Another challenge, that is perhaps even lower-hanging fruit, is getting these great therapies that we have to all of our patients and overcoming care disparities. Those disparities have been highlighted by COVID-19 [coronavirus disease 2019] and by some of the current things going on. We know that, in lung cancer, minority patients are screened less, and there is less molecular testing. We don’t always treat to the test, but if we could overcome that and diagnose and treat all patients appropriately, we could make up a lot of ground pretty quickly.
Lung cancer screening had the misfortune of growing up in an age when there was increased skepticism about cancer screening in general. That is certainly understandable; we don’t want to overtreat or harm patients who may not have cancers.
However, lung cancer screening also has some of the best data out there in terms of decreasing mortality from lung cancer. We know that a simple CT scan can do that. We have great randomized trials that show unfortunately, still less than 10% of eligible patients are screened. That number is even less in minority populations with other socioeconomic disparities.
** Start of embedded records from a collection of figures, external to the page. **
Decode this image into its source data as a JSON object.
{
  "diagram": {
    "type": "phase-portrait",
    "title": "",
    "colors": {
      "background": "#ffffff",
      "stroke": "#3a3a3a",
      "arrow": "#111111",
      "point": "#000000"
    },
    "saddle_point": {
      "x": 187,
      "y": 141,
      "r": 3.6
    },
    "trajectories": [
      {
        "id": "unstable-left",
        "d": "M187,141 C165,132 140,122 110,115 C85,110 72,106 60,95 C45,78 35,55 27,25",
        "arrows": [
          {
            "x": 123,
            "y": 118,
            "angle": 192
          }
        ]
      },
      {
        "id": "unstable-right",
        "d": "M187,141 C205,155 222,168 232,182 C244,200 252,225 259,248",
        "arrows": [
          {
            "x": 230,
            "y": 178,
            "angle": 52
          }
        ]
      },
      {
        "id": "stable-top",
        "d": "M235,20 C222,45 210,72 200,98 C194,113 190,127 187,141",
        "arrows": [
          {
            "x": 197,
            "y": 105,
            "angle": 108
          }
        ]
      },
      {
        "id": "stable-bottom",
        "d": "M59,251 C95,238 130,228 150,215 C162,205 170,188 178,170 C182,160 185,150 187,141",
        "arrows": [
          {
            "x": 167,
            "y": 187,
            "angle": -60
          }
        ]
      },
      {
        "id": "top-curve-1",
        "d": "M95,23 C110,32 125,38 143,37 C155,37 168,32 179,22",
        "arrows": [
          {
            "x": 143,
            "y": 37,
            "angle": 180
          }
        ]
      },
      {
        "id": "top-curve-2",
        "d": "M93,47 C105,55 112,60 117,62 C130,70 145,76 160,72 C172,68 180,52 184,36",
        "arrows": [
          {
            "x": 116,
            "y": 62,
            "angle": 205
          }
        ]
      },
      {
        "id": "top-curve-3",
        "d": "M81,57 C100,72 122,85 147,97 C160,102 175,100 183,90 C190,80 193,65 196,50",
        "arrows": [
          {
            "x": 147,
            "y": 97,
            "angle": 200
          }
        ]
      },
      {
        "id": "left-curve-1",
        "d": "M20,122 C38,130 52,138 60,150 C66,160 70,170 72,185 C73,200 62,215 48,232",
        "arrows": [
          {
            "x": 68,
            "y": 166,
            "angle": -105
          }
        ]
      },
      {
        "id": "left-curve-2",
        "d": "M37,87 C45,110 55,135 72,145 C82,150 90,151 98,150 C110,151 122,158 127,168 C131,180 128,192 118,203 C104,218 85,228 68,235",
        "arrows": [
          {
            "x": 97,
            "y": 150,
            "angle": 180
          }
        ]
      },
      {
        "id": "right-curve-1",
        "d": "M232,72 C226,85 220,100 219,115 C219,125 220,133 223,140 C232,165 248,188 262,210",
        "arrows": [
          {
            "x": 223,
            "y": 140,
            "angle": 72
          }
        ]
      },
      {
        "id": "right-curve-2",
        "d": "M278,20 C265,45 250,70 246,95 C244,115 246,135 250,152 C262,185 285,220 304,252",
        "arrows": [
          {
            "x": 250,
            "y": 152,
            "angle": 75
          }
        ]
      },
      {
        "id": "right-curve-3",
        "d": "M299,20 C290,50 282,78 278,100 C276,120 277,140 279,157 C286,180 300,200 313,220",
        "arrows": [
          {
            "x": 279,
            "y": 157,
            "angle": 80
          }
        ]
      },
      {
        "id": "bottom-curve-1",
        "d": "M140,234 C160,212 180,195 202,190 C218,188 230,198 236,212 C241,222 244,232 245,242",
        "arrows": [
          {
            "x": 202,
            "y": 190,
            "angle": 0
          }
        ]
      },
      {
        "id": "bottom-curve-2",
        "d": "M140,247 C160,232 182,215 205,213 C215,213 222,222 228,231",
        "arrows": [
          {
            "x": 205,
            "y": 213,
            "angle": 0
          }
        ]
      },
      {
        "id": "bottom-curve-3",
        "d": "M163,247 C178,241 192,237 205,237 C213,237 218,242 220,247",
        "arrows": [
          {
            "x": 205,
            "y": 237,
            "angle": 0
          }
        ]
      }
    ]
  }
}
We could really move the needle a lot by increasing our screening programs. We should be having discussions of screening with our patients to tell them about the risks and benefits [of screening] to give them the option to decide whether they want to be screened for lung cancer.
Screening is down, but we also know that diagnoses are down, perhaps by as much as 50% in some parts of the country during certain months. Ordinarily, that would be something we would love to talk about—a decrease in lung cancer—but we know that those cases haven’t gone away. Cases are going undiagnosed during COVID-19 because patients are staying away from doctors. That is going to cause a bit of a lag [in diagnosing]. I worry that a lot of the gains made in lung cancer may be erased. It’s never been more important to be in close communication with [your patients] to understand when they should be screened and [convey] a safe way to do it within the COVID-19 environment. Certainly, if patients have symptoms, they shouldn’t push them off for fear of COVID-19. We need to be careful, but we need to make sure that we diagnose lung cancers at a time when we can still treat them.
A lot of community oncologists out there are working incredibly hard and they are seeing all different types of tumors. They may only see a handful of [lung] tumors each year, so they might not know the nuances of [treatment]. They may never see a patient with one of these mutations that we now have first-line drugs for. Education, getting the word out, and gaining some expert advice is always helpful when needed. At least talking to a specialist is good and perhaps some of the barriers have decreased with telemedicine.
A lot of great stuff is happening that it is hard to keep up with. Obviously, there is excitement about KRAS inhibitors. We’ve talked about that pathway as being potentially undruggable.
There is also a lot of drugs that are potentially being combined with immunotherapies that we already use to try to increase responses and make a cold tumor hot.
There are also some great drugs in the inflammatory space such as IL-1 [interleukin-1] beta inhibitors that we can maybe use to prevent the progression of cancer. Can we use them in combination with immunotherapy for other responses? There is so much going on; we have to continue to fund research, look to new research, and think about how we can get that research to the clinic.